Entries taken from a collection
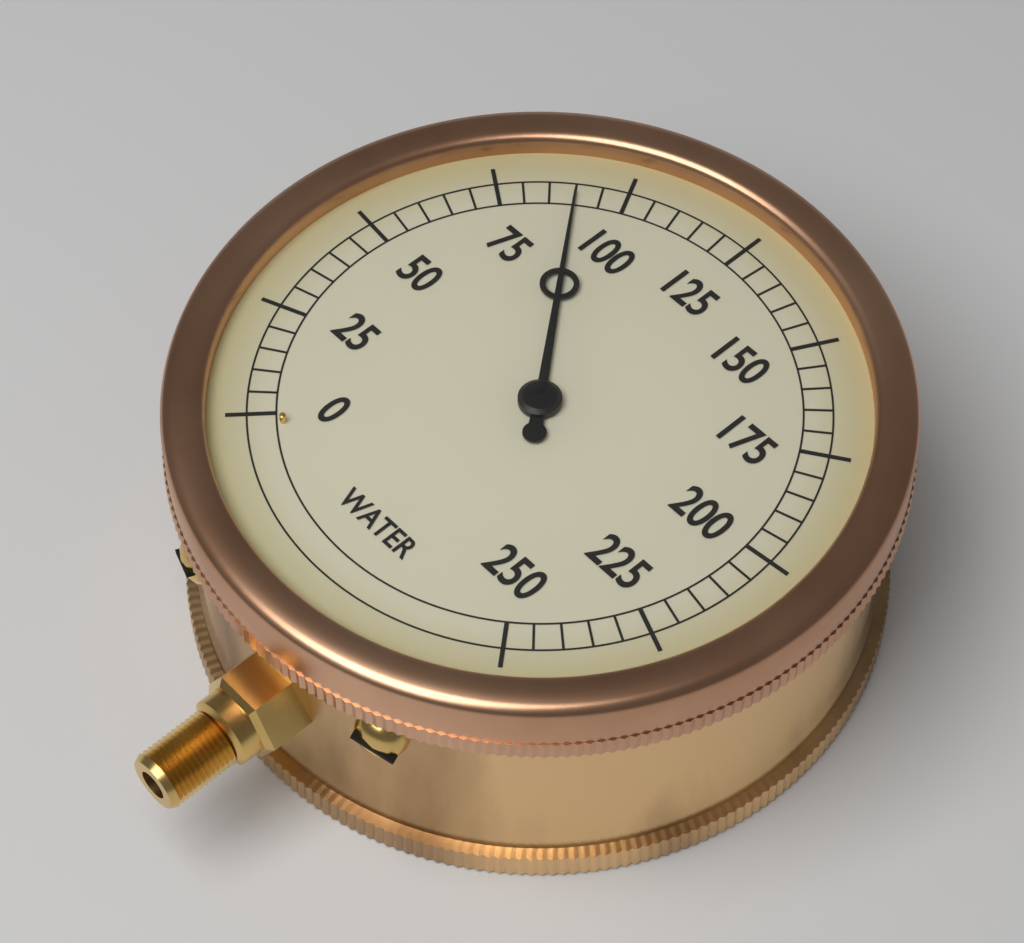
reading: 90 (no unit)
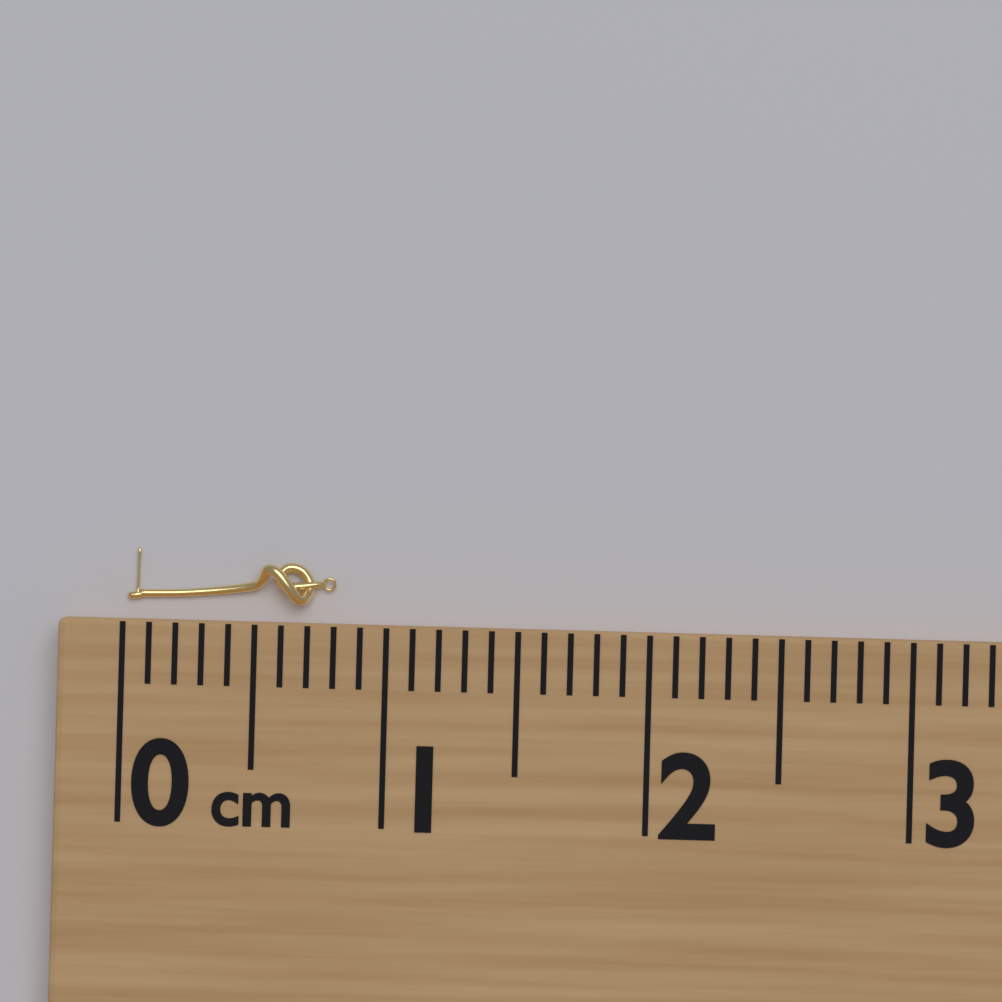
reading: 0.8 cm
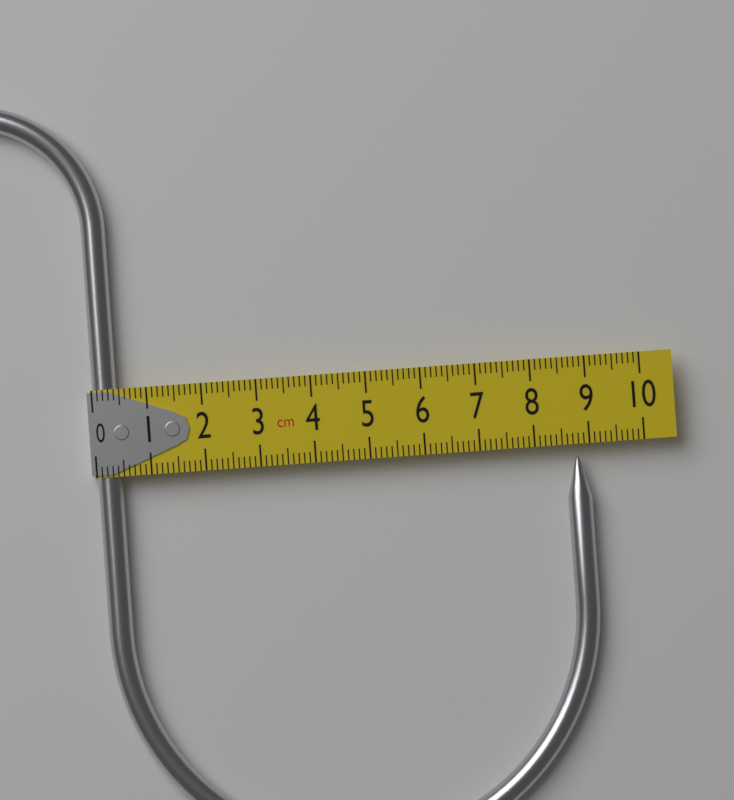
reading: 9.0 cm
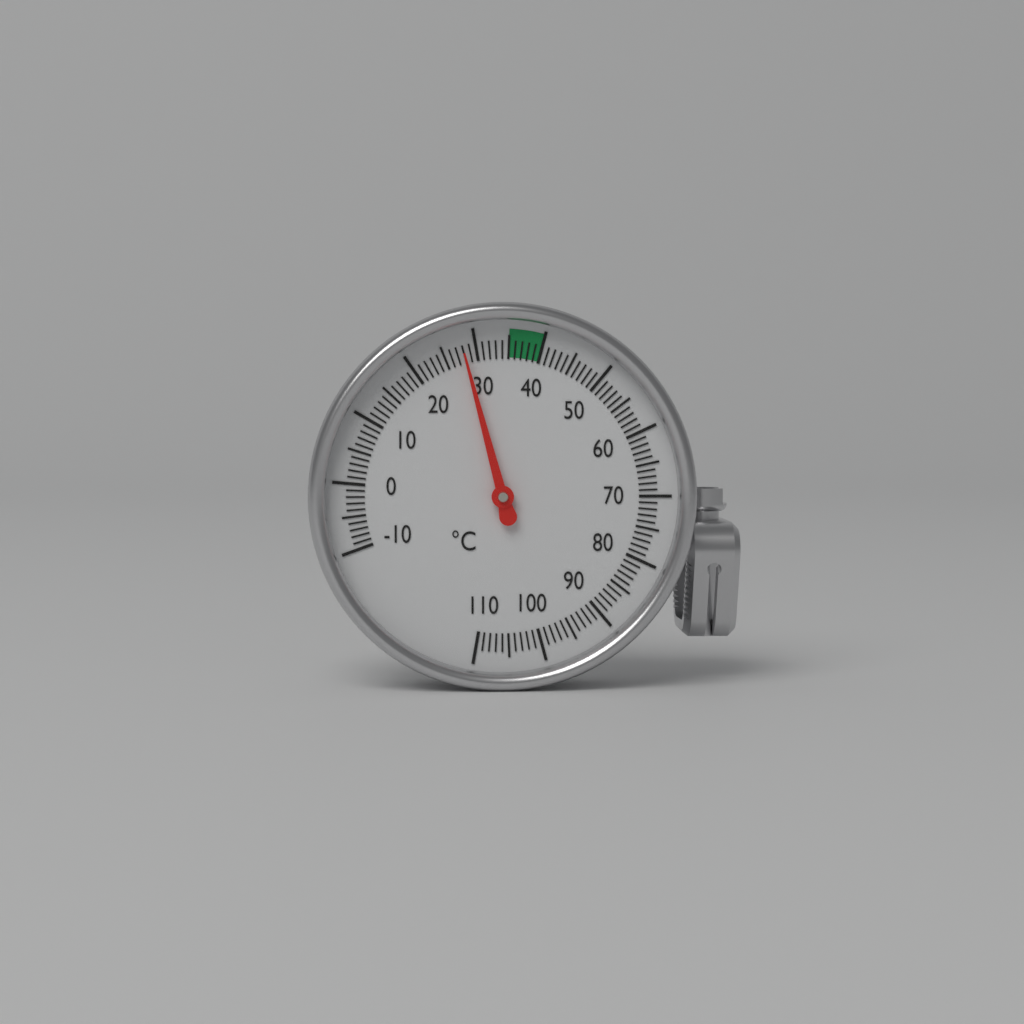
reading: 28 °C
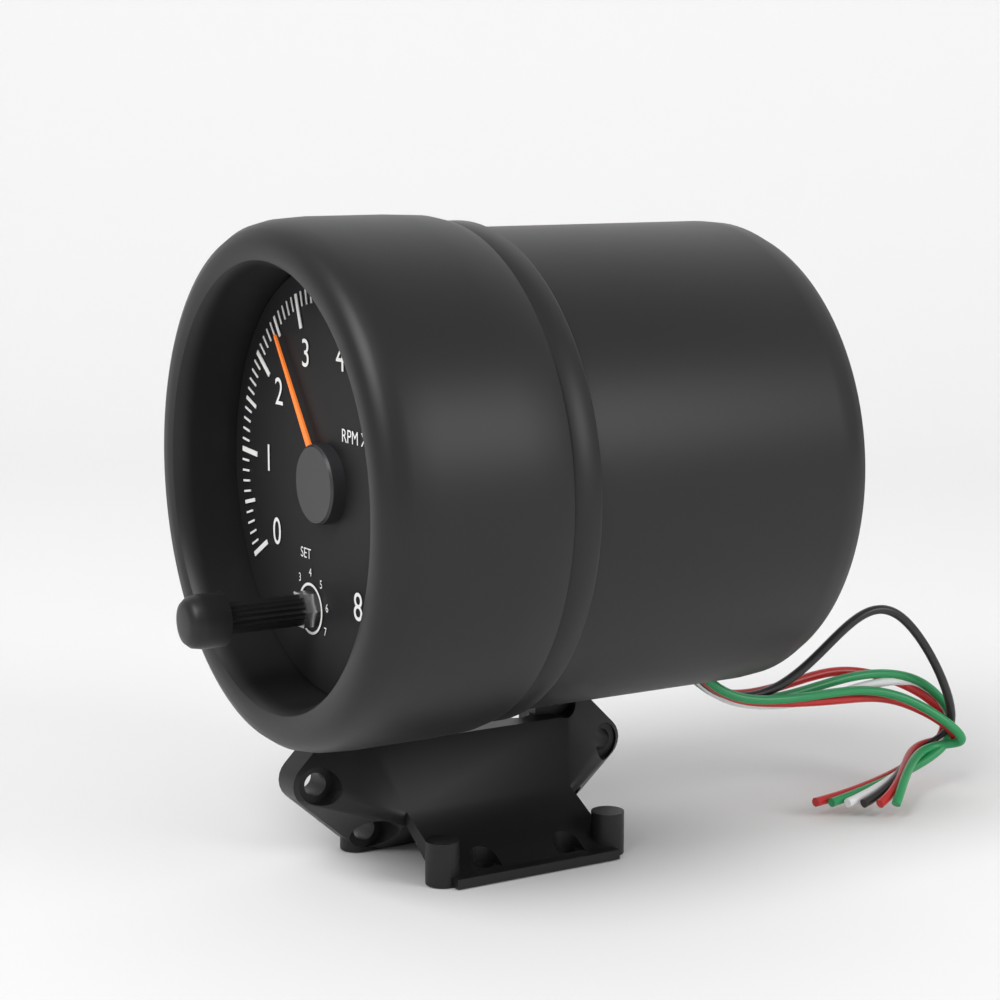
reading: 2.5 RPM x1000
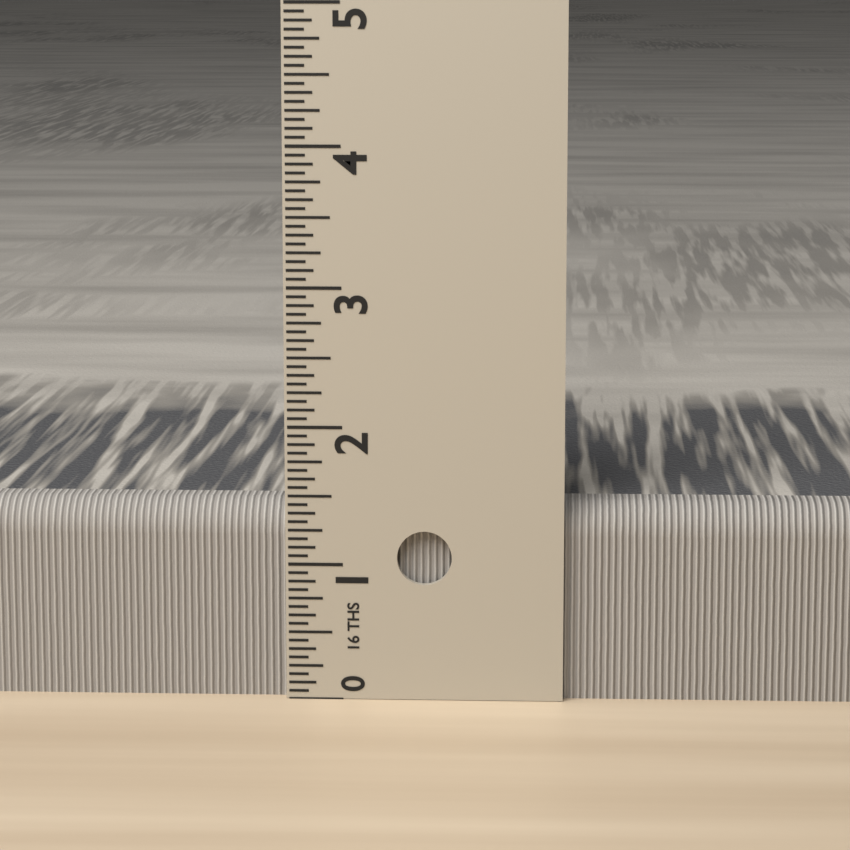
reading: 1.4375 in
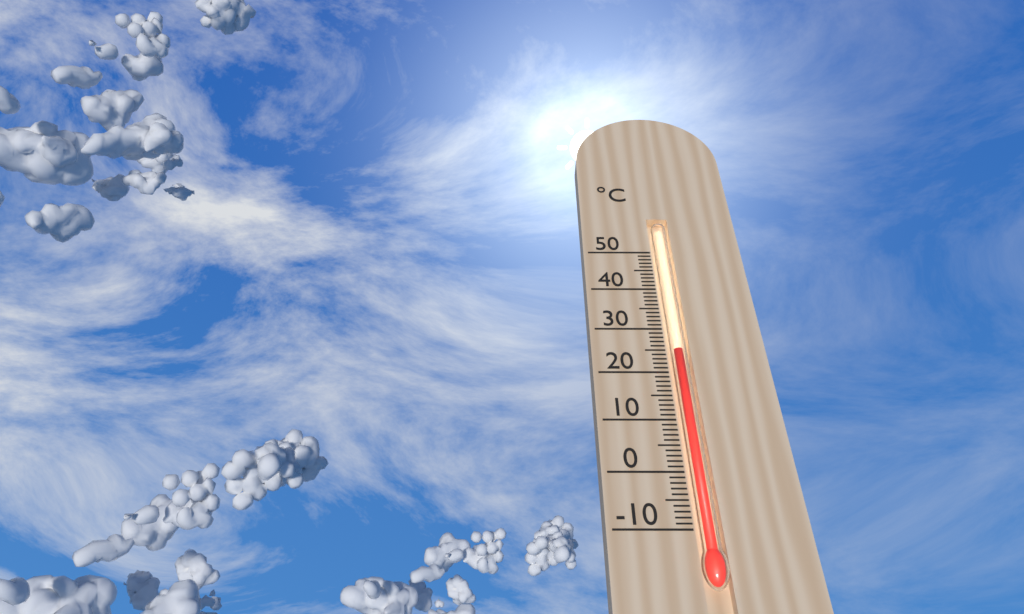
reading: 25 °C
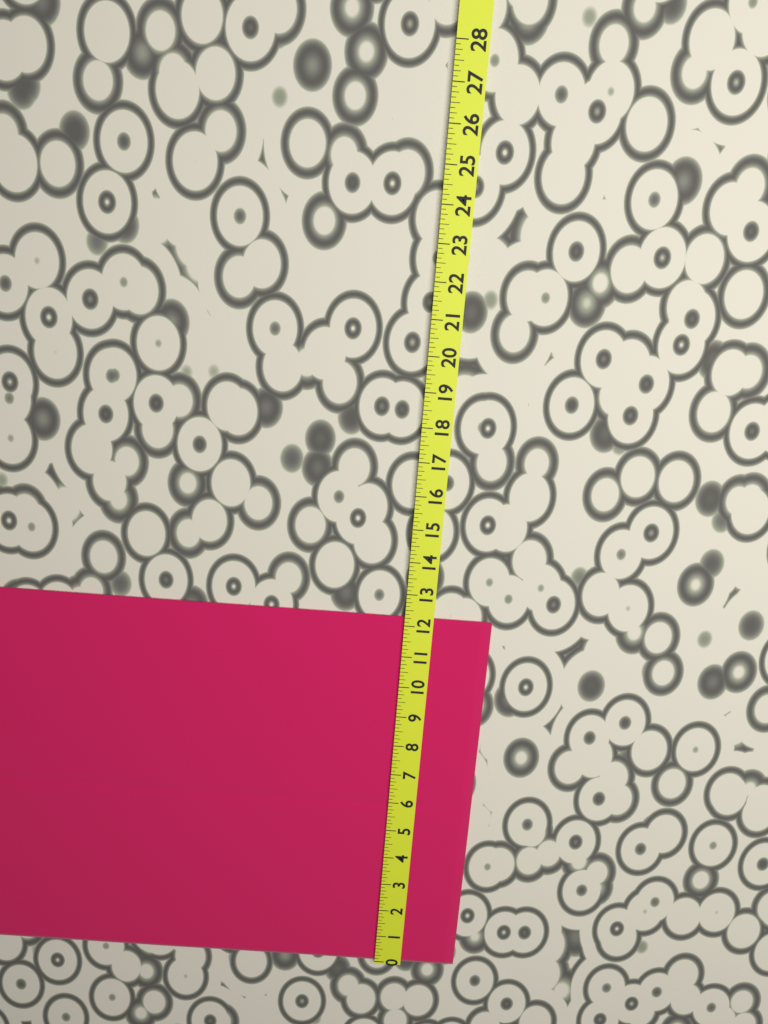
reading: 12.250 (no unit)
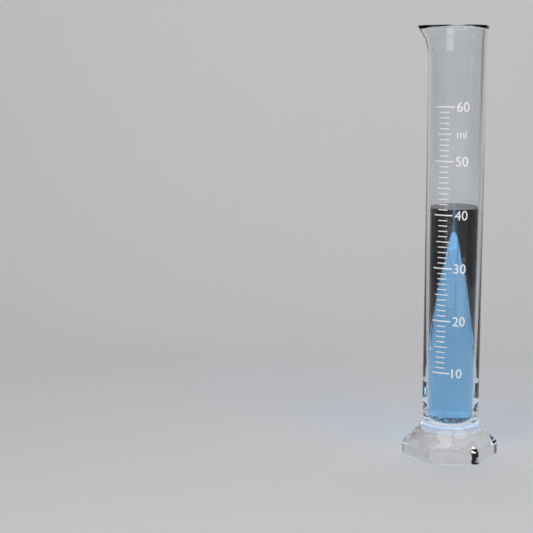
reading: 41 ml
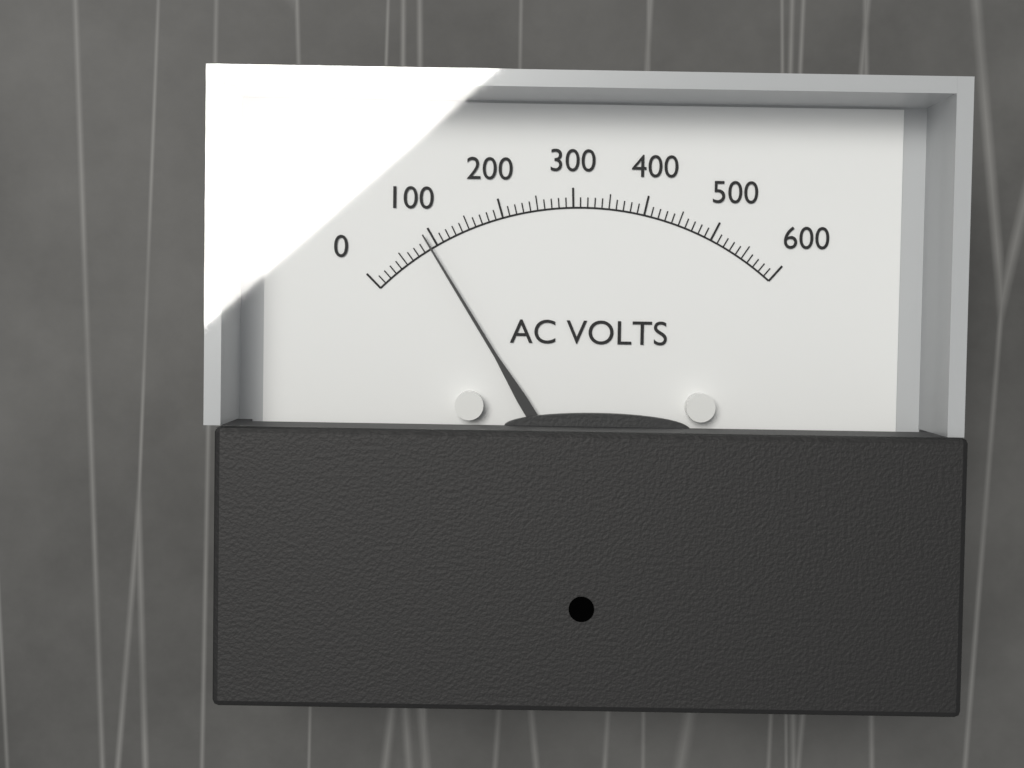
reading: 90 V
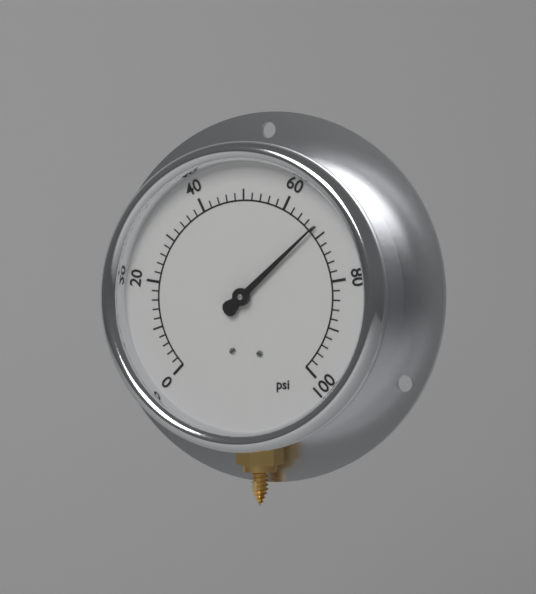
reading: 68 psi
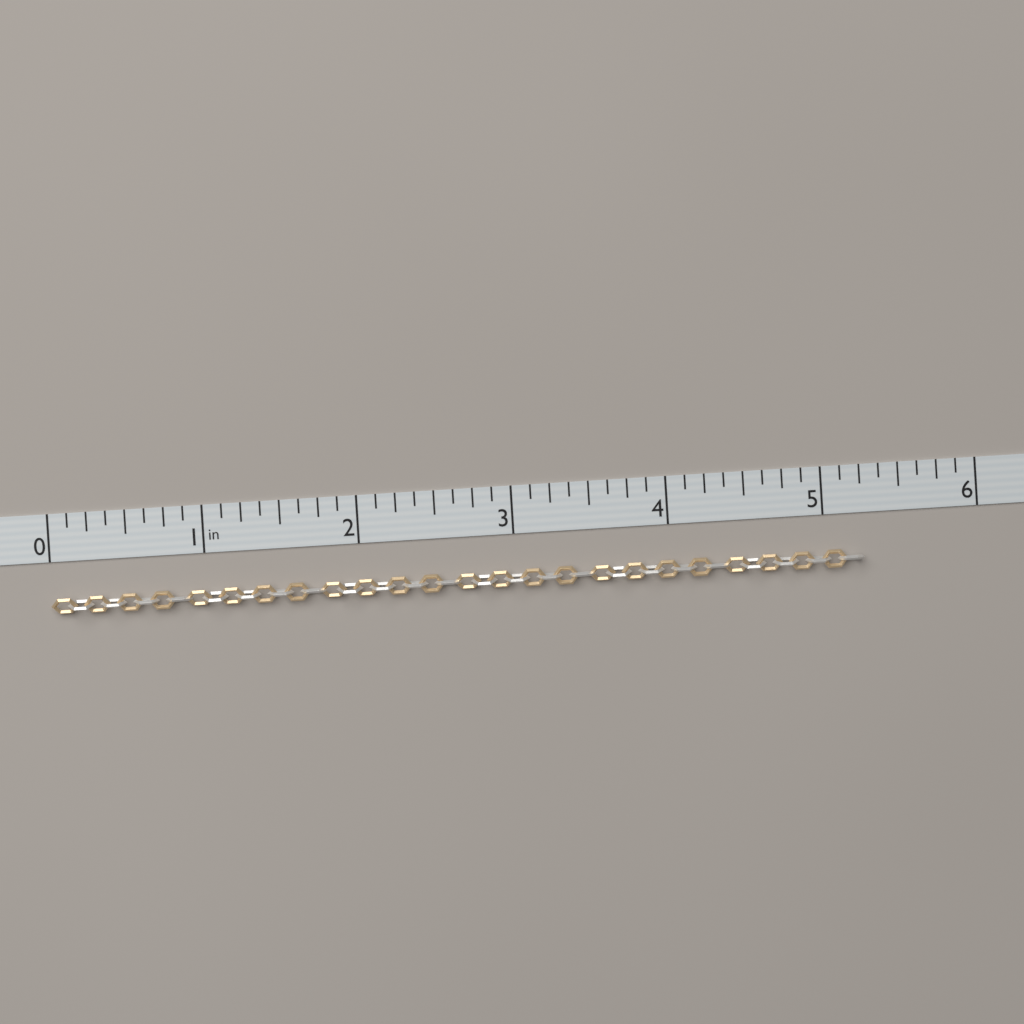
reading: 5.250 in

_Exercise aim_: Set all of the records down once more, letter for letter, with the images removed.

_Reply to the task_:
reading: 90 (no unit)
reading: 0.8 cm
reading: 9.0 cm
reading: 28 °C
reading: 2.5 RPM x1000
reading: 1.4375 in
reading: 25 °C
reading: 12.250 (no unit)
reading: 41 ml
reading: 90 V
reading: 68 psi
reading: 5.250 in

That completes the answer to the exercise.